Watch out for future posts of drawings and images of the Sea Travelers as they develop, and in the meantime, please take some time to visit Kim’s Sea Felts page on Facebook to see examples of her fantastic nuno felt work.
Kim Chater’s photograph of sea sponges, and her felt work inspired by their beautiful colours.
A small collection of whale bones
One of my favorite pastimes, particularly when I’m back on the west coast of Scotland is walking the beaches, searching for interesting objects and fragments of driftwood that can be carved and included in art works. Over the years I have created many objects from wood and various flotsam found on our coastline, from the Poem Boats carved from reclaimed 150 year old timbers of Stornoway Harbour pier, to the assorted beach trinkets collected from an islands bays in Souvenir Of Cumbrae.
Souvenir of Cumbrae
As part of a new sequence of work I am creating, I have enlisted the help of various friends in far flung island locations to help collect pieces of driftwood which will be carved into the objects for the new assemblages. One of these friends is Kim Chater, an American textile artist and illustrator who currently lives on New Island, on the west side of the Falkland Islands group. The beaches around Kim’s home island are full of a wide assortment of materials which have been washed up by the wind and tides, ranging from trees and wood from South America, to a wide assortment of cetacean and other marine mammal bones.
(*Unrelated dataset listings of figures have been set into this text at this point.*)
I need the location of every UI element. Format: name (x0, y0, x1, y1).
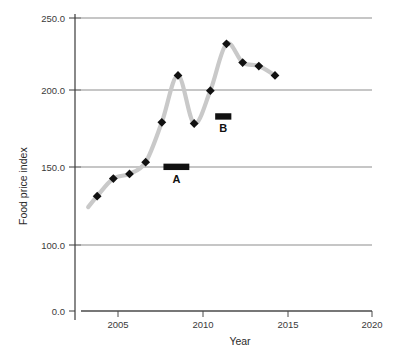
annotation-bar-a (163, 164, 189, 170)
y-axis-title: Food price index (17, 147, 29, 225)
x-tick-label-2010: 2010 (192, 319, 213, 330)
series-line-food-price-index (88, 43, 275, 207)
annotation-label-a: A (172, 173, 180, 185)
chart-canvas: 250.0 200.0 150.0 100.0 0.0 Food price i… (0, 0, 394, 358)
y-axis: 250.0 200.0 150.0 100.0 0.0 Food price i… (17, 13, 81, 321)
y-tick-label-100: 100.0 (41, 240, 65, 251)
x-tick-label-2020: 2020 (361, 319, 382, 330)
x-tick-label-2015: 2015 (277, 319, 298, 330)
annotation-label-b: B (219, 122, 227, 134)
y-tick-label-150: 150.0 (41, 162, 65, 173)
x-axis: 2005 2010 2015 2020 Year (81, 311, 383, 347)
y-tick-label-0: 0.0 (52, 306, 65, 317)
annotation-bar-b (215, 113, 231, 119)
x-axis-title: Year (229, 335, 251, 347)
grid-lines (81, 18, 372, 311)
food-price-index-chart: 250.0 200.0 150.0 100.0 0.0 Food price i… (0, 0, 394, 358)
x-tick-label-2005: 2005 (107, 319, 128, 330)
y-tick-label-200: 200.0 (41, 85, 65, 96)
y-tick-label-250: 250.0 (41, 13, 65, 24)
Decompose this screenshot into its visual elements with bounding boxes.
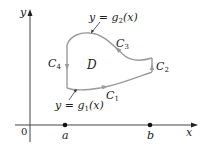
c1-sub: 1 [114, 95, 118, 103]
g1-suffix: (x) [89, 99, 104, 112]
g2-suffix: (x) [123, 11, 138, 24]
y-axis-label: y [20, 7, 26, 18]
region-d-label: D [87, 59, 97, 71]
g2-prefix: y = g [89, 11, 118, 24]
x-axis-label: x [186, 127, 192, 138]
c3-sub: 3 [124, 43, 128, 51]
c2-label: C2 [156, 61, 169, 74]
c2-sub: 2 [164, 66, 168, 74]
c4-sub: 4 [56, 63, 60, 71]
c4-label: C4 [48, 58, 61, 71]
point-a-label: a [62, 130, 69, 141]
c2-direction-arrow-icon [150, 64, 154, 70]
c3-label: C3 [116, 38, 129, 51]
point-a [63, 123, 68, 128]
origin-label: 0 [21, 127, 27, 137]
curve-c1 [67, 72, 152, 90]
g2-function-label: y = g2(x) [89, 12, 138, 25]
curve-c3 [67, 33, 152, 61]
c1-label: C1 [106, 90, 119, 103]
g1-function-label: y = g1(x) [55, 100, 104, 113]
diagram-canvas: y x 0 a b D C4 C3 C2 C1 y = g2(x) y = g1… [0, 0, 204, 149]
g1-prefix: y = g [55, 99, 84, 112]
point-b [148, 123, 153, 128]
point-b-label: b [147, 130, 154, 141]
c4-direction-arrow-icon [65, 64, 69, 70]
y-axis-arrow-icon [28, 9, 33, 16]
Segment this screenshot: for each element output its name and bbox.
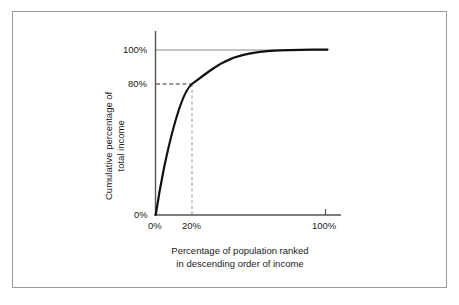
y-axis-title-line-1: Cumulative percentage of [103,92,115,200]
x-axis-title-line-2: in descending order of income [130,257,350,270]
y-axis-tick-label-80: 80% [128,79,147,89]
y-axis-tick-label-0: 0% [134,210,148,220]
figure-root: 100% 80% 0% 0% 20% 100% Cumulative perce… [0,0,459,305]
x-axis-title-line-1: Percentage of population ranked [130,244,350,257]
x-axis-tick-label-0: 0% [148,221,162,231]
x-axis-title: Percentage of population ranked in desce… [130,244,350,270]
cumulative-income-curve [156,50,328,215]
x-axis-tick-label-20: 20% [182,221,201,231]
x-axis-tick-label-100: 100% [312,221,336,231]
y-axis-title-line-2: total income [115,92,127,200]
y-axis-tick-label-100: 100% [123,45,147,55]
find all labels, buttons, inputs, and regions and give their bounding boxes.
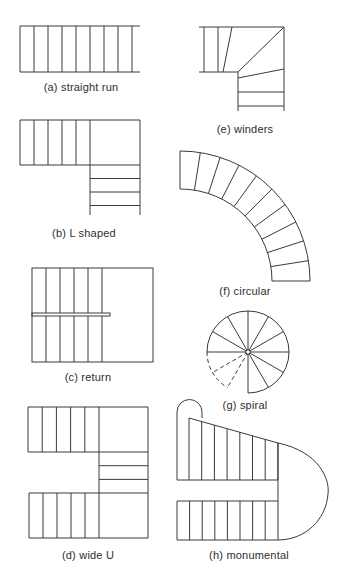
tread-line [228,352,249,388]
tread-line [248,332,284,353]
caption-monumental: (h) monumental [209,549,289,561]
panel-a-straight-run [20,26,140,72]
stair-outline [32,268,153,362]
panel-b-l-shaped [20,120,140,215]
panel-h-monumental [177,400,328,541]
caption-wide-u: (d) wide U [62,549,114,561]
landing-curve [278,443,328,540]
panel-f-circular [180,151,310,281]
tread-line [212,352,248,373]
panel-e-winders [199,27,284,111]
caption-spiral: (g) spiral [223,399,268,411]
tread-line [271,261,309,267]
caption-l-shaped: (b) L shaped [52,227,116,239]
caption-straight-run: (a) straight run [44,81,119,93]
tread-line [254,205,285,227]
tread-line [245,189,272,216]
panel-c-return [32,268,153,362]
tread-line [194,153,200,191]
tread-line [248,316,269,352]
caption-winders: (e) winders [217,123,274,135]
stair-outline [28,407,148,538]
winder-tread-line [238,69,284,78]
winder-tread-line [238,27,284,72]
handrail [32,313,110,316]
tread-line [208,157,220,193]
tread-line [262,222,296,239]
winder-tread-line [223,27,232,72]
tread-line [222,165,239,199]
caption-circular: (f) circular [219,285,270,297]
stair-edge [20,120,140,215]
tread-line [267,241,303,253]
tread-line [234,176,256,207]
tread-line [248,352,269,388]
panel-d-wide-u [28,407,148,538]
tread-line [248,352,284,373]
panel-g-spiral [207,311,289,393]
center-column [246,350,250,354]
caption-return: (c) return [65,371,112,383]
tread-line [228,316,249,352]
tread-line [212,332,248,353]
stair-edge [189,418,278,443]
Top and above - The Colliers, New Island
In a conversation I had with Kim, she referred to these pieces of flotsam and jetsam as ’sea travelers’, and I have adopted this as the title for a sequence of work I am going to create using the collected driftwood. I am planning on developing a series of carved assemblages featuring famous sea travelers from the natural world, species such as Whales, Salmon, Shearwaters, Eels etc, and particularly those species such as the Arctic Tern, which travels annually between the Southern and Northern Hemispheres.
Tangles of wood and weed
I’ll be continuing to collect and carve materials over the next few months, and looking forward to the arrival of interesting parcels bringing new materials from the distant island locations of the Atlantic. So far I have driftwood carving materials I have collected from the Outer Hebrides, and the Northern Isles of Orkney and Shetland, as well as a selection collected from the Falkland islands in the far south by Kim. I’m hoping to gain some assistance from some of my Icelandic friends in the north, as well as trying to develop contacts in the Scandinavian islands of the Arctic Circle.
Mortar and pestle rocks
I would like to give heartfelt thanks to Kim Chater and family for their friendship and beach combing skills on the Falkland Islands, and also to the wildlife illustrator Jane Smith, for her assistance in transporting some of the sea travelers over the vast distance of the Atlantic Ocean.
Rosie and the Protector
To see some of Kim’s textile design work go to Sea Cliff Felts Facebook page, and click ‘like’.
For Jane Smith’s blog Wildlife Art, follow this link.
And to see more of the fascinating features of New Island, visit their website here.